The Next Chapter

Written by Gareen Simone

26 April 2022

When I was accepted into my graduate program, the first person I called was my mom. She had told me I was crazy when I got an email from the school inviting me to apply to the program and immediately dismissed it as spam. I thought, why would this program be reaching out to me? It just didn’t make any sense, but she thought otherwise. I was in the car with my best friend, in another state when I was able to tell her I had gotten in. As I hung up the phone and smiled at my friend, the song “So Much Better” from Legally Blonde the Musical came on and I got chills as the lyrics perfectly encapsulated how I was feeling. The moment was just too perfect, as if it had been planned. 

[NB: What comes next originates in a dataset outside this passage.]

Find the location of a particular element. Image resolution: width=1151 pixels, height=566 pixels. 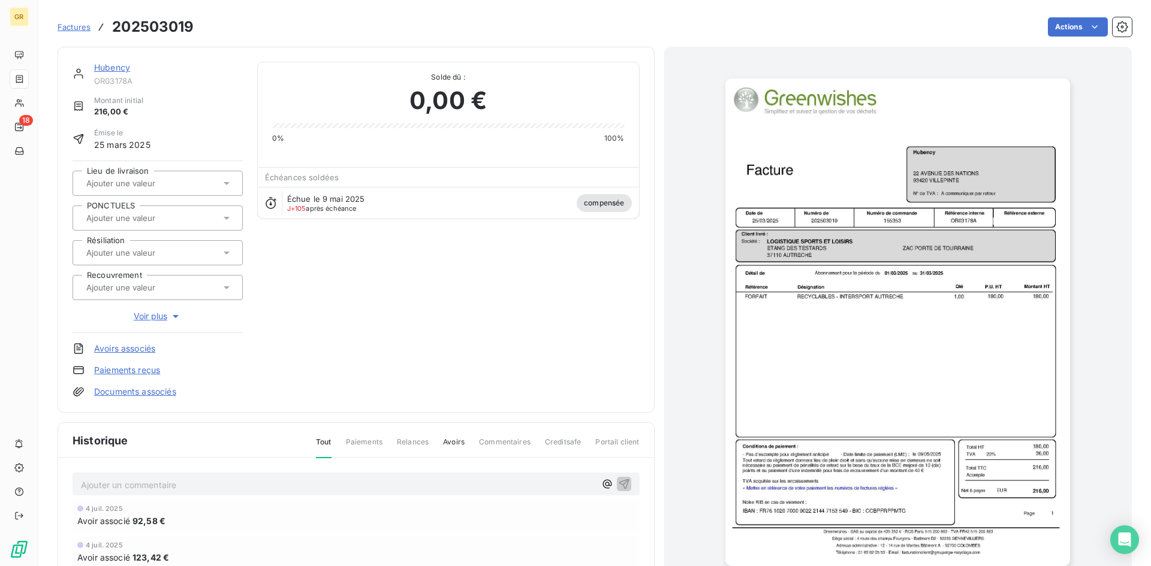

span: J+105 is located at coordinates (297, 209).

A year and a half later, my mother and I drove to the campus. I walked across the street in the vaguely familiar city nervous but determined. I had been unable to visit due to the pandemic and my decision to defer enrollment for a year. Finally being there felt just as surreal as actually being accepted into a graduate program that is a 180 degree change from my previous academic work. The campus was busy, seemingly waking up from hibernation forced by the pandemic and summer. There were flyers on bulletin boards of events, protests, and tutoring serving as relics of a lost in-person academic year. The fact that they were still up made me smile. They had endured an ominous stillness and were reminders of what comes with a campus community: action. There was a bubble of excitement in my stomach that was starting to overpower the uneasiness I brought with me from the car. My mom was taking it all in, just as I was, and I could tell we shared the same excitement. Not only had we managed to get out of our house, but we were close to the action. 

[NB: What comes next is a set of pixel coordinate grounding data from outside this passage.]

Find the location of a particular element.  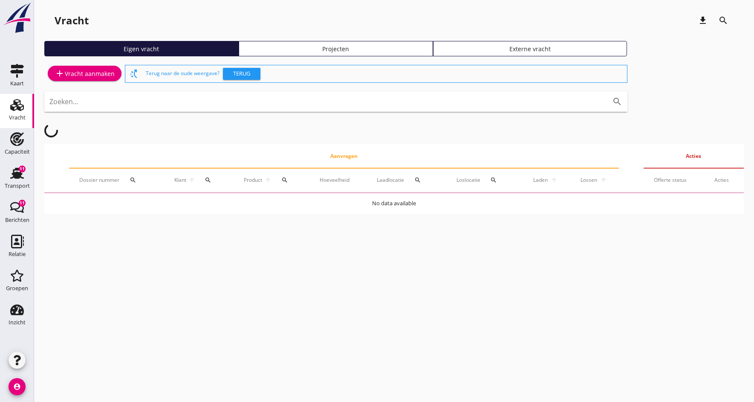

div: Terug naar de oude weergave? is located at coordinates (385, 74).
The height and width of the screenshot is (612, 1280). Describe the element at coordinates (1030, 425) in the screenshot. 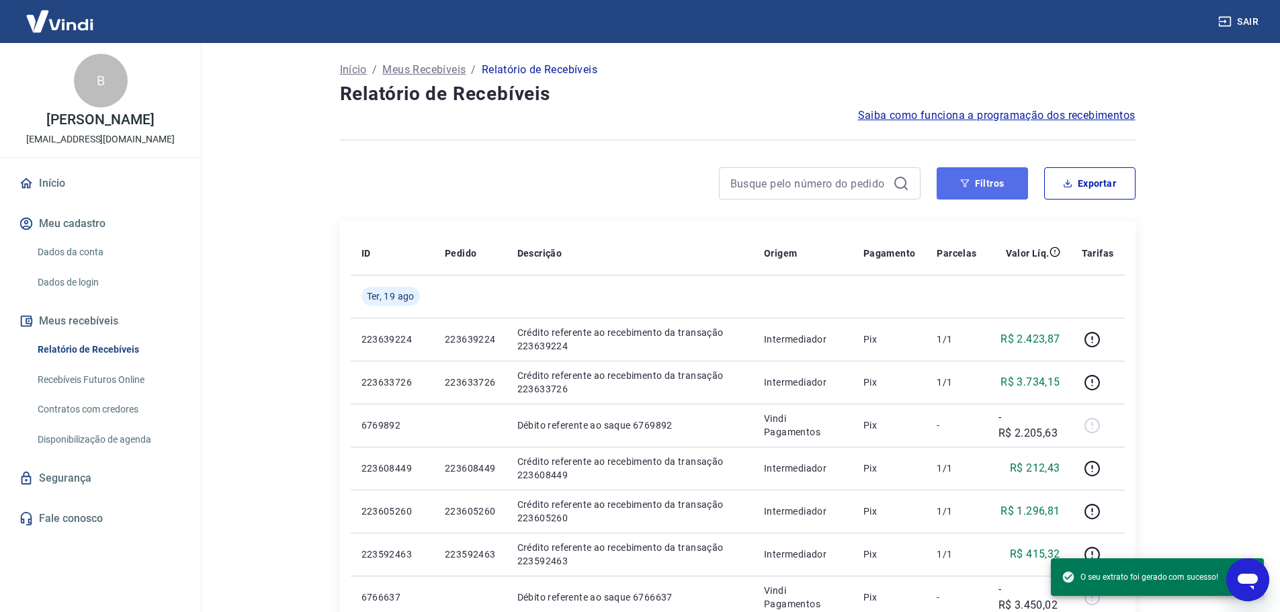

I see `p: -R$ 2.205,63` at that location.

After obliging my mom by posing for numerous photos, the two of us were taking selfies near the main gate when a couple asked me to take their photo. When I snapped a few pictures for them and turned back to my mom, I noticed she was crying. Startled, I asked her what was wrong and she responded, “I came here from Baghdad and to have my daughter go to graduate school at Berkeley is amazing.” I started crying too. I felt big and small simultaneously. Big because I had achieved something that I knew was important to my family. Of course, I was excited for myself too, but I knew how important my education was to them and that I had made them proud. At the same time, I felt small because my actions were connected to a family history I knew I was only a small part of. A family history that spans continents and has endured so much. This is my chapter, I thought to myself, where I will be able to do my part for those around me that I love and those to come after me.

Being the daughter of an immigrant, I was raised to understand that the world is bigger than my own perspective. The big picture can sometimes appear out of focus, but moments like this remind me of the history that has created my reality. How my grandmother drove a VW bug in Baghdad, waving and those who tried to pull her over. How my mother came to the US with money hidden in her doll case, and how I cried the first time I went to Armenia and met my cousins, the same hazel eyes I have looking back at me. 

I held my mom’s hand as we walked to the car and drove home. A few months later, I walked to my first class listening to Laura Bell Bundy sing “So Much Better,” feeling big and small at the same time.